Wednesday, December 20, 2023

Very Nearly Merry Christmas

I know your list of holiday errands and chores is so long you don’t have the time to let me wish you a Merry Christmas and a Happy Holiday. I don’t take it personally.

In much the same manner as a rabbit who distributes chocolate eggs replaced the original meaning of Easter, we've grown old in a culture that has a Jolly Old Elf flying around the world in one night handing out presents that look just like the stuff you once bought for the kids in that store with the giraffe. Funny how art imitates life and then doesn't.

I'm a fossil who grew up in Fifties when we had air raid warnings that involved hiding under our school desks and facing away from the windows (to avoid the flash of atomic incineration), three (if we had a good antenna) TV stations, all black and white all the time, fathers who got up early and went far away to work and moms who made sure we got to school, came home, put on play clothes before we went outside (every time I see trousers at half-mast or tattered-knee jeans, I imagine the reaction of my mother or, more especially, my father, and smile), had dinner, did our homework and got ready for bed when we'd get up and do it all again.

Ours was a nuclear family--now many of us live in an unclear society where anything goes, and nobody knows. Back in the day, I had Sister Rose, Sister Thomas Anne, and Sister Mary Jean, and this time of year, our heads were not filled with thoughts of sugar plum fairies (never did get that line or what they were supposed to be. Fruit cake, I've had; sugar plums, not quite), but we were experts on The Nativity Scene (I felt compelled to capitalize the "T" because I was taught NO other way to write it).

We learned all the hymns, often in what Sister Mary Jean called 'the original Latin' which I realized years later was a private joke she and my father shared and while there's a certain happiness in Jingle Bell Rock, for hard-core jollies, try Adeste Fideles (as sung by someone who thought the Wise Men had given The Child the gift of Frankenstein, since I had no idea what frankincense was).

We've become people who are more familiar with the returns policy at The Mall and online merchants than the hours during which confessions are heard at the local church, or as I heard it called the other day by someone too young to be facetious, "The God Store." Many of us will spend today through Sunday seeking out that special present for our special someone and I wish those of us in that situation the best of luck.

I’m told a friend is a present you give to yourself and there's no such thing as strangers, only friends we haven't met.

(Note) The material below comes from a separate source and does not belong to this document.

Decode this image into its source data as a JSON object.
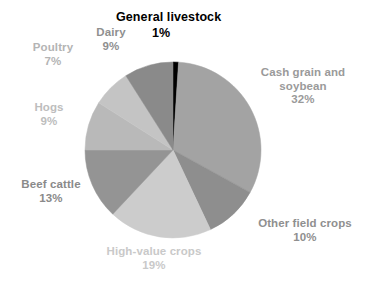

If both of those are true, since this is after all, Christmas, when miracles can and do happen, as you're heading home whenever your last last-minute shopping expedition ends, rather than follow The Star, seek out someone you’ve passed in your travels whose travails you realize could have been yours and share some of the change, paper and coins, in your trouser and jacket pockets. You'll never miss it, and someone you'll never meet will be grateful for a moment of peace on the ground.